I have been developing mobile apps maybe more than 8+ years first; Ionic, Cordova, Adobe Air then moved to native development with Objective-C, Swift, Android with XML, now SwiftUI and Kotlin Jetpack compose. I always loved developing apps for mobile. So lately I have been developing mobile apps by using React Native with "Bare flow" then using Expo. I think Expo leverage React Native development. It made it easy to develop and deploy by using EAS.
Developing mobile apps or software engineering in general are way faster thanks to LLM coding agents. Before the biggest reason why any organisation were choosing React Native were by having the "write once deploy everywhere" mentality meaning that your React Native code can work both iOS and Android. I think for a long time that was the case and it may still is. But I would like to challenge this idea.
When Apple introduced SwiftUI in 2019 and Jetpack Compose for Android in 2021 it was quite buggy and slow. Since then both frameworks improved a lot. You can write UIs way faster then previous equivalent UIKit and Android XML.
So with that ability in hand, I believe we may not need to develop apps with React Native as much as before unless you have huge React human resource at hand. Both Swift and Kotlin looks very similar in terms of syntax. Below you can see how to define simple view model both Swift and Kotlin;
import androidx.lifecycle.ViewModel
import kotlinx.coroutines.flow.MutableStateFlow
import kotlinx.coroutines.flow.asStateFlow
class CounterViewModel : ViewModel() {
private val _count = MutableStateFlow(0)
val count = _count.asStateFlow()
fun increment() {
_count.value++
}
}
import Foundation
import Observation
@Observable
class CounterViewModel {
var count = 0
func increment() {
count += 1
}
}
Even though there are some differences, it is not completely different. What I'm trying to point out here is that, the effort you put in those "write once, deploy everywhere" is kinda broken promise. You always have to deal with some platform specific configurations. In my last React Native project we had to integrate Adyen as a payment solution and in that we have to enable Apple Pay from entitlements and do some configuration for drop-in implementation. That means I have to do that UI changes in generated ios folder and since Expo's CNG It regenerates the code every time you call npx expo prebuild and you have to do it in order to make newly added package work. You can maybe make it work by creating Expo's Native Module But still that is an extra work. Not the mention is that most of the third party frameworks are supports native by default.
Security
I would also like to briefly mention security. As you might know that lately NPM had a big Supply Chain Attack you can also read in Gitlab official blog. By choosing "efficiency" or "fast" whatever you call it, you compromise security and maybe reputation and at the end of the day extra "development work" meaning time. There might be a solution and practicalities you can do. Meaning that you have to put extra time on that as well.
Suggestion
Don't get me wrong. I love React and it's ecosystem and I develop apps with React and React Native but I also love solving problems, bring value the project or client that I'm working on. Frameworks, programming languages just as a tool for me. So my suggestion would be to use agentic coding for your benefits by using little helpers such as CLAUDE.md or subagents for specific platforms. For example you could have claude/ios.md where you define list of requirements that AI would follow when adding new things into iOS code base and same for claude/android as well. You can expand this and claude/shared-features.md where you can define certain must-haves that AI could follow when generating new code in both platforms.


## Exercise description
Look through the entries below, please, and copy every line with the word "diagram".

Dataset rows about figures
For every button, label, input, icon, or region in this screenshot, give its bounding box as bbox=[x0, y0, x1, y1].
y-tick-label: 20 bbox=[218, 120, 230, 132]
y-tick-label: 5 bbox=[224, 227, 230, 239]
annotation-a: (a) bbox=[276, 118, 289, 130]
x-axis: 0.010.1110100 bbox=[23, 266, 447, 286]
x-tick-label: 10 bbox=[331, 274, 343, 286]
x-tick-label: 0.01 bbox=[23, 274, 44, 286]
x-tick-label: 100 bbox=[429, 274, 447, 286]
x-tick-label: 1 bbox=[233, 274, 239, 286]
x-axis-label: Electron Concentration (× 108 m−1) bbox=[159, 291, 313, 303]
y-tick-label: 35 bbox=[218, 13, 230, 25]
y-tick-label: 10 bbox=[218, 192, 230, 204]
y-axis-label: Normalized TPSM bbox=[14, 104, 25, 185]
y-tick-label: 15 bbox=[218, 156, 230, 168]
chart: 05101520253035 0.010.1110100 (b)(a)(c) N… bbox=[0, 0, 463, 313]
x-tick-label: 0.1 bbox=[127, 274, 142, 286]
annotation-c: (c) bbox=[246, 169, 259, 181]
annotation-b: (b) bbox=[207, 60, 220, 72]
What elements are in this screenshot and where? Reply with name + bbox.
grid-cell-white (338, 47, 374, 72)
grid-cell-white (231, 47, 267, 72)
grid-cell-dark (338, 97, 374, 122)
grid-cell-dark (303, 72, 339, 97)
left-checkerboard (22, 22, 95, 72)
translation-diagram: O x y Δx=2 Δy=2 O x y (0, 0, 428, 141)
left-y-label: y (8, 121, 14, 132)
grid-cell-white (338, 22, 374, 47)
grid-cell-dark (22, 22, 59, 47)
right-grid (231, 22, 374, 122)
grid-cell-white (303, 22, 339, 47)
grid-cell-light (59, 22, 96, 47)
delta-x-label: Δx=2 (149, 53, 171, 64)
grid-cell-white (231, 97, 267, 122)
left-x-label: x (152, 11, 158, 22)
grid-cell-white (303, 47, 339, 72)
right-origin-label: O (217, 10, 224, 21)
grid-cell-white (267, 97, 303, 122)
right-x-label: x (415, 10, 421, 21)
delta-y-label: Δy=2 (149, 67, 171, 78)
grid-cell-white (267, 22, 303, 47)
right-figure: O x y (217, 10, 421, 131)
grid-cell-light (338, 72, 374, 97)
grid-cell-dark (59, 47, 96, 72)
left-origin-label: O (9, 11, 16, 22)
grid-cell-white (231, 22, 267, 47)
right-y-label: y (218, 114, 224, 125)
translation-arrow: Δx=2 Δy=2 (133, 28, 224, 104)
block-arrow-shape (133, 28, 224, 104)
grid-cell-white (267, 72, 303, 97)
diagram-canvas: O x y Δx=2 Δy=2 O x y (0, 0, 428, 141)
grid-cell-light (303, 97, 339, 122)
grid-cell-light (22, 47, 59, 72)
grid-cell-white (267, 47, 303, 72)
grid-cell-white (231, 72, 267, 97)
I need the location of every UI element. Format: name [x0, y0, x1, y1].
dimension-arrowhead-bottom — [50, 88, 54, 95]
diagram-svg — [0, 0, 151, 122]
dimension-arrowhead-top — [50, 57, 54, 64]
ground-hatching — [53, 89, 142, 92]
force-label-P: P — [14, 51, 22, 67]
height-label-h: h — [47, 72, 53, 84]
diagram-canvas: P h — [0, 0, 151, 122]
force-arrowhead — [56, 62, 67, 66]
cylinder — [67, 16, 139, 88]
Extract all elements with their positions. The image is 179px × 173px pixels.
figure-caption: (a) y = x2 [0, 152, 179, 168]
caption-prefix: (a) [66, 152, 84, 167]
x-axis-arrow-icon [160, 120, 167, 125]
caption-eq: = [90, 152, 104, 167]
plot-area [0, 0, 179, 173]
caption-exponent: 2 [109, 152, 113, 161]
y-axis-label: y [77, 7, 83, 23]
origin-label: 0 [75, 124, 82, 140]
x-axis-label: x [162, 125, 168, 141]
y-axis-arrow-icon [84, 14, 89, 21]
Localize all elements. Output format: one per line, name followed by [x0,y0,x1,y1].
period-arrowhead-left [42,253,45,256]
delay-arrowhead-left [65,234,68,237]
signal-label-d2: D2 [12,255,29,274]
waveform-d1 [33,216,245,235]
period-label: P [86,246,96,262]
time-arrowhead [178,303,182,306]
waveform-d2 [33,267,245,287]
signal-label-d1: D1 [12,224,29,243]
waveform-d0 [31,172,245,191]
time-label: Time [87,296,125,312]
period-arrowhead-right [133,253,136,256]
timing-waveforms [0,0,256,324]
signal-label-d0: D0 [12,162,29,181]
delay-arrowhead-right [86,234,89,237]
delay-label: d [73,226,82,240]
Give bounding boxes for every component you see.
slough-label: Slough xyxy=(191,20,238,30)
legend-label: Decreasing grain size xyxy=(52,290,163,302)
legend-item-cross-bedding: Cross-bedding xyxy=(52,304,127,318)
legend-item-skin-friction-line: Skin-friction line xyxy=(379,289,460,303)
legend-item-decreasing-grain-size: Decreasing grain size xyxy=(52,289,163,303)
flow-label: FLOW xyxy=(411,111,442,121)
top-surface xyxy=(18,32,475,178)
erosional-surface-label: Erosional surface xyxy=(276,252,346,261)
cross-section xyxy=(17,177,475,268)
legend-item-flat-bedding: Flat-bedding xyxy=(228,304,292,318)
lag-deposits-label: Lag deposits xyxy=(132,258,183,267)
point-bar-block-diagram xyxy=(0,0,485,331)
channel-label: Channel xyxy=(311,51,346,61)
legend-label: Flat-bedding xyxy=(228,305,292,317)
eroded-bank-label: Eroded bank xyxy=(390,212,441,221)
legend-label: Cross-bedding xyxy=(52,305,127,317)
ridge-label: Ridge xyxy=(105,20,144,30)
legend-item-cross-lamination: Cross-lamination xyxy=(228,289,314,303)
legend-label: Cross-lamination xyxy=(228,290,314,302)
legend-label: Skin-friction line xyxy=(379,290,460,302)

## Problem solution
translation-diagram: O x y Δx=2 Δy=2 O x y (0, 0, 428, 141)
diagram-canvas: O x y Δx=2 Δy=2 O x y (0, 0, 428, 141)
diagram-svg — [0, 0, 151, 122]
diagram-canvas: P h — [0, 0, 151, 122]
point-bar-block-diagram xyxy=(0,0,485,331)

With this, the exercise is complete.